Journal of Financial and Quantitative Analysis 2016 51(5), 1545-1574 open access
We use data from 2005–2009 that uniquely identify categories of traders to test how speculators such as hedge funds and swap dealers relate to volatility and price changes. In examining various subperiods where price trends are strong, we find little evidence that speculators destabilize financial markets. To the contrary, hedge fund position changes are negatively related to volatility in corn, crude oil, and natural gas futures markets. Additionally, swap dealer activity is largely unrelated to contemporaneous volatility. Our evidence is consistent with the hypothesis that hedge funds provide valuable liquidity and largely serve to stabilize futures markets.

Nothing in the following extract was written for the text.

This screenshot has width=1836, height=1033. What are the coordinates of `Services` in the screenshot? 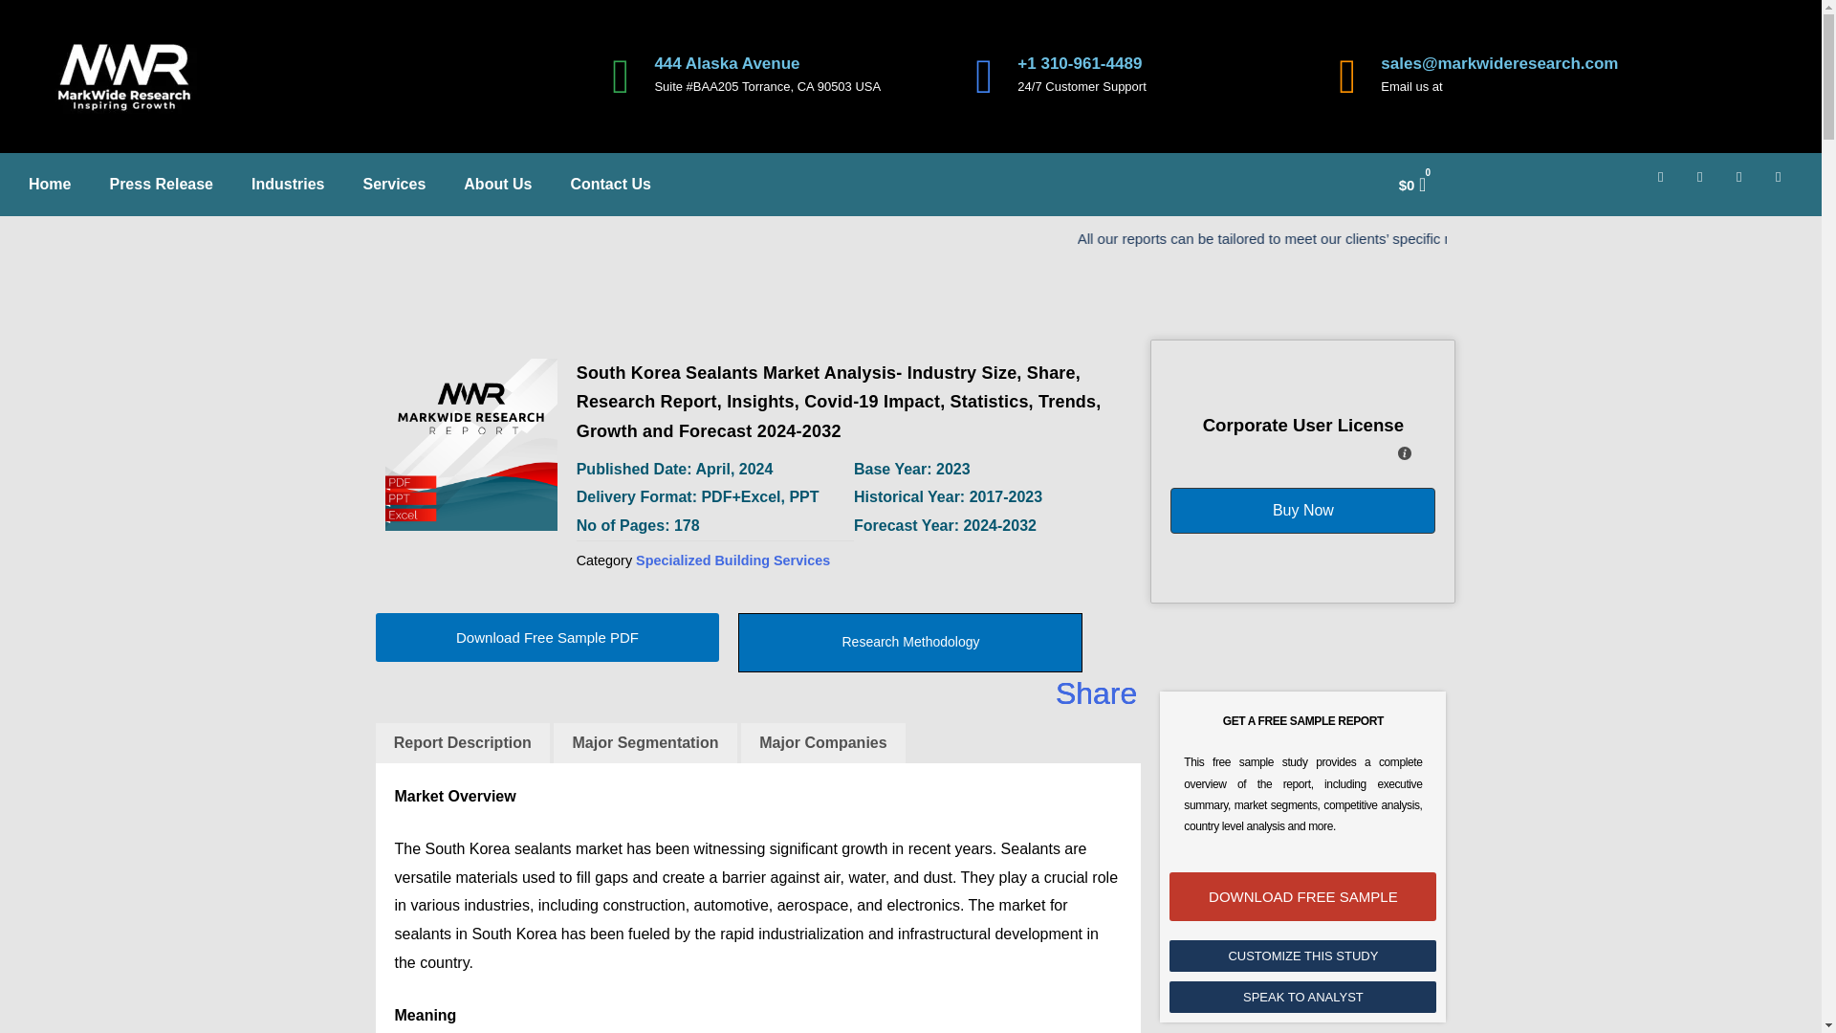 It's located at (394, 184).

Effects of Central Bank Intervention on the Interbank Market During the Subprime Crisis

Review of Financial Studies 2011 24(6), 2053-2083
We explore whether central bank intervention improves liquidity in the interbank market during the current subprime crisis with unique trade and quote data from the e-MID, the only regulated electronic interbank market in the world. Central bank intervention consistently creates greater uncertainty in the interbank market. Prior to the crisis, the cover-to-bid ratio effectively conveys good and bad news from the central bank, but this link is broken during the crisis, suggesting that standard (and special) interventions that do not specifically target interbank asymmetric information fail to improve market liquidity. Our results suggest that the central bank should release stress tests for individual banks, provide interbank loan guarantees, or engage in direct asset purchases rather than simply providing more capital when counterparty risk poses systemic risk to the interbank market.

Networks, interconnectedness, and interbank information asymmetry

Journal of Financial Stability 2023 67, 101163
We explore interconnectedness in the interbank overnight lending market and propose the liquidity network and the urgent borrower network which capture the urgency to trade. The liquidity network connects the initiating party in a trade to the passive party, while the urgent borrower network connects passive sellers (lenders) to urgent buyers (borrowers). Along with the buyer/seller trading network, we show these networks complement each other, revealing valuable information that improves short-term forecasts of soft and hard information and country-specific yield spreads. Connectivity increases in these networks during raises volatility and boosts volume, revealing the dual nature of interconnectedness—too much interconnectedness may increase systemic risk, but too little may impede market functioning.

Counterparty Risk in Over-the-Counter Markets

Journal of Financial and Quantitative Analysis 2022 57(3), 1058-1082
Abstract We study trading and risk management decisions of banks in over-the-counter markets, accounting for 2 types of risk: payoff risk from loans and counterparty risk from trading activities. Our model provides empirically supported predictions on the structure of the interbank credit default swap (CDS) market: i) banks with high default probabilities either buy or sell CDS contracts; ii) because of the counterparty risk friction, payoff risk is only partially shared; and iii) safe banks act as intermediaries and help diversify counterparty risk. Banks manage their default probabilities to become creditworthy counterparties, but they do so in a socially inefficient way.

Interconnectedness in the interbank market

Journal of Financial Economics 2019 133(2), 520-538
We study the behavior of the interbank market around the 2008 financial crisis. Using network analysis, we study two network structures, correlation networks based on publicly traded bank returns and physical networks based on interbank lending transactions, among these public and also private banks. While the two networks behave similarly pre-crisis, during the crisis the correlation network shows an increase in interconnectedness, while the physical network highlights a marked decrease in interconnectedness. Moreover, these networks respond differently to monetary and macroeconomic shocks. Physical networks forecast liquidity problems, while correlation networks forecast financial crises.